Now we're ready to define $\mathbb{R}_{\ge 0}$, via Dedekind cuts: an element of $\mathbb{R}_{\ge 0}$ is a nonempty, downwards-closed, bounded-above subset of $\mathbb{Q}_{\ge0}$. The ordering on $\mathbb{R}_{\ge 0}$ is just $\subseteq$.
With all this in hand, the naive definitions of metric space, Cauchy sequence, and complete metric space translate into the language of set theory directly (if tediously). The point is that all of this is first-order in set theory, with axioms like Powerset (which, despite what they mean intuitively, are indeed first-order) doing the heavy lifting needed to show that the objects we want actually exist at all. (For a bit more about the nuance of "first-order in set theory," see this recent answer of mine.)

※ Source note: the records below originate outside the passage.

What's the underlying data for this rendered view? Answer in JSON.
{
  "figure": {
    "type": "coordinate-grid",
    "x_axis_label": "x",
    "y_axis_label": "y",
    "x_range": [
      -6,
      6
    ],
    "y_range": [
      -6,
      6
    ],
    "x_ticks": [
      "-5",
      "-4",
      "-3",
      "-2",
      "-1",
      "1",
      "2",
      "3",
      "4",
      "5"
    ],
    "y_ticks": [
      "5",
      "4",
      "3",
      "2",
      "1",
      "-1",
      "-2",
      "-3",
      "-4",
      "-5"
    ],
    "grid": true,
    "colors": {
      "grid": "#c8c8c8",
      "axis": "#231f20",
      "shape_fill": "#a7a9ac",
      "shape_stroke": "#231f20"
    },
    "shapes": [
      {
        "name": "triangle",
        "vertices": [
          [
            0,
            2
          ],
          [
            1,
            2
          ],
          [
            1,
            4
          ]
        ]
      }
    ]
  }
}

$^1$Really I mean "first-order formula," but I don't want to get too much into the details.
$^{2}$Specifically, in a precise sense we have: a class is a proper class iff it surjects onto the class of ordinals. This is not the same as the principle of limitation of size, but it's of similar flavor.

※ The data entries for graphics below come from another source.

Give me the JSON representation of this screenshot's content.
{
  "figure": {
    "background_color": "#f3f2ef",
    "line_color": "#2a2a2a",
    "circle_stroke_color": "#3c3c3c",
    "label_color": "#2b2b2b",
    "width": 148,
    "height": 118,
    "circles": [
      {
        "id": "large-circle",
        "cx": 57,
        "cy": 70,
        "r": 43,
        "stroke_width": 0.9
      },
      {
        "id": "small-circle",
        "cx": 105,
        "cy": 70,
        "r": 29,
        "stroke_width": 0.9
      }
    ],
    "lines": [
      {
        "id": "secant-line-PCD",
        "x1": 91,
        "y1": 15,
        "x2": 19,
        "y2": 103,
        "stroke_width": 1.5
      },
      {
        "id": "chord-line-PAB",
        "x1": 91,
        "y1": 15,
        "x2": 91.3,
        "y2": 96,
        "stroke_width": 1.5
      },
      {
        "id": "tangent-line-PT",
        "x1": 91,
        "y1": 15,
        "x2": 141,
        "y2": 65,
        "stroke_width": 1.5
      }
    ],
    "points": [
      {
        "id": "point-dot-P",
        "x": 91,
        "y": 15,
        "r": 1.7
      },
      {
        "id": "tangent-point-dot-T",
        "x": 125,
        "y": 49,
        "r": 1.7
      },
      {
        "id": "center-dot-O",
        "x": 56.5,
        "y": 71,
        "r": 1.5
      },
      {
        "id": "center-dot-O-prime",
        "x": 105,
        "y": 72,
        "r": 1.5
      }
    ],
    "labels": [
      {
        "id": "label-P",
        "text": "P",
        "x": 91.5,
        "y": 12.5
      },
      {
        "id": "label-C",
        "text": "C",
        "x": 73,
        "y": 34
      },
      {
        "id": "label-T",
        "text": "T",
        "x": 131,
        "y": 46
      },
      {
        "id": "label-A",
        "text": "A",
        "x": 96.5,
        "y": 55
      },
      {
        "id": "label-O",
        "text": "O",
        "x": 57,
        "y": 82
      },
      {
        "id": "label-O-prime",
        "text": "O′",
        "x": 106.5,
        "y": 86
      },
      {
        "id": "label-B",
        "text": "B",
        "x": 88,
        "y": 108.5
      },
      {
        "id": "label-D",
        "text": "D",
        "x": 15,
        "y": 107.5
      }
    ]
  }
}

$^3$I should observe that this isn't the only possible response to the need to distinguish between sets and proper classes: there are other set theories (e.g. $\mathsf{NF}$, $\mathsf{GPK^+_\infty}$, ...) which take the other approach. However, these theories make it harder to check whether something is in fact a set.
Best Answer
I don't know about Q1 off the top of my head, but I think that for Q2 you are unlikely to get a good answer. Of course I may have a different view from you as to what "mild" adjectives are reasonable to impose.

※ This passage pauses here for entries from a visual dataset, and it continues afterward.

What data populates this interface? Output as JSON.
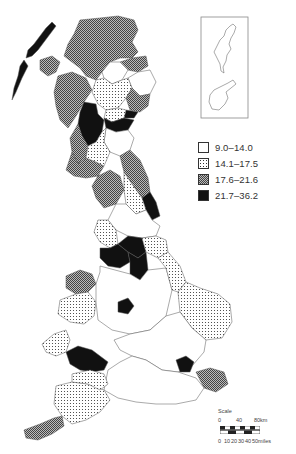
{
  "map": {
    "type": "choropleth",
    "subject": "Great Britain local authority districts",
    "classes": [
      {
        "id": "c1",
        "label": "9.0–14.0",
        "fill": "#ffffff",
        "pattern": "none"
      },
      {
        "id": "c2",
        "label": "14.1–17.5",
        "fill": "#ffffff",
        "pattern": "dots"
      },
      {
        "id": "c3",
        "label": "17.6–21.6",
        "fill": "#8a8a8a",
        "pattern": "crosshatch"
      },
      {
        "id": "c4",
        "label": "21.7–36.2",
        "fill": "#111111",
        "pattern": "solid"
      }
    ],
    "inset": {
      "label": "Shetland Islands",
      "class": "c1"
    }
  },
  "legend": {
    "items": [
      {
        "label": "9.0–14.0"
      },
      {
        "label": "14.1–17.5"
      },
      {
        "label": "17.6–21.6"
      },
      {
        "label": "21.7–36.2"
      }
    ]
  },
  "scale": {
    "title": "Scale",
    "km_ticks": [
      "0",
      "40",
      "80km"
    ],
    "mile_ticks": [
      "0",
      "10",
      "20",
      "30",
      "40",
      "50miles"
    ]
  },
  "regions": [
    {
      "name": "western-isles",
      "class": "c4"
    },
    {
      "name": "highland",
      "class": "c3"
    },
    {
      "name": "skye-lochalsh",
      "class": "c3"
    },
    {
      "name": "argyll",
      "class": "c3"
    },
    {
      "name": "grampian-north",
      "class": "c3"
    },
    {
      "name": "moray",
      "class": "c1"
    },
    {
      "name": "aberdeen",
      "class": "c1"
    },
    {
      "name": "perth-kinross",
      "class": "c2"
    },
    {
      "name": "angus",
      "class": "c3"
    },
    {
      "name": "dundee",
      "class": "c4"
    },
    {
      "name": "fife",
      "class": "c2"
    },
    {
      "name": "clydeside",
      "class": "c4"
    },
    {
      "name": "edinburgh-lothian",
      "class": "c4"
    },
    {
      "name": "borders",
      "class": "c1"
    },
    {
      "name": "ayrshire",
      "class": "c3"
    },
    {
      "name": "dumfries-galloway",
      "class": "c3"
    },
    {
      "name": "lanark",
      "class": "c2"
    },
    {
      "name": "northumberland",
      "class": "c3"
    },
    {
      "name": "tyne-wear",
      "class": "c4"
    },
    {
      "name": "cumbria",
      "class": "c3"
    },
    {
      "name": "durham",
      "class": "c2"
    },
    {
      "name": "north-yorkshire",
      "class": "c1"
    },
    {
      "name": "lancashire",
      "class": "c2"
    },
    {
      "name": "merseyside-manchester",
      "class": "c4"
    },
    {
      "name": "west-yorkshire",
      "class": "c4"
    },
    {
      "name": "south-yorkshire",
      "class": "c4"
    },
    {
      "name": "humberside",
      "class": "c2"
    },
    {
      "name": "north-wales",
      "class": "c3"
    },
    {
      "name": "mid-wales",
      "class": "c2"
    },
    {
      "name": "south-wales-valleys",
      "class": "c4"
    },
    {
      "name": "dyfed",
      "class": "c2"
    },
    {
      "name": "midlands",
      "class": "c1"
    },
    {
      "name": "birmingham",
      "class": "c4"
    },
    {
      "name": "lincolnshire",
      "class": "c2"
    },
    {
      "name": "east-anglia",
      "class": "c2"
    },
    {
      "name": "home-counties",
      "class": "c1"
    },
    {
      "name": "london",
      "class": "c4"
    },
    {
      "name": "kent",
      "class": "c3"
    },
    {
      "name": "south-coast",
      "class": "c1"
    },
    {
      "name": "devon",
      "class": "c2"
    },
    {
      "name": "cornwall",
      "class": "c3"
    },
    {
      "name": "somerset-dorset",
      "class": "c2"
    }
  ]
}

The reason I say this is that in your definition of completely reducible you are requiring the summands of the decomposition of $\pi$ to be orthogonal, yet you are allowing $\pi$ to be non-unitary. Therefore I can always take a reducible unitary representation $\sigma: G \to {\mathcal U}(H)$ and then conjugate it with a non-unitary invertible operator on $H$ which will almost surely mess up the the orthogonality inside the decomposition of $\sigma$.
For a concrete example: let $G=\{\pm 1\}$, fix $\varepsilon>0$, and let $\pi$ be the representation of $G$ on ${\bf C}^2$ which sends $-1$ to $\begin{pmatrix} 1 & \varepsilon \\ 0 & -1 \end{pmatrix}$. Since the eigenvectors of this matrix are not orthogonal to each other, $\pi$ does not decompose into orthogonal summands.
Another example showing that "nice" groups can fail to have the property you seek: fix $\varepsilon>0$ and let $\pi: {\bf Z} \to {\rm GL}_2({\bf C})$ be the representation which sends $1$ to $\begin{pmatrix} 1 & \varepsilon \\ 0 & 1 \end{pmatrix}$. This representation is reducible but not decomposable; however, I am not sure if you are ruling out such examples with one of your unspecified "mild" adjectives.
By the way, if there are no examples other than the trivial representation, which satisfy the conditions in Q2 then your Q1 will have a positive answer. This is why I think Q1 is actually not such a good question unless you pin down what your intended definition of "completely reducible" should be.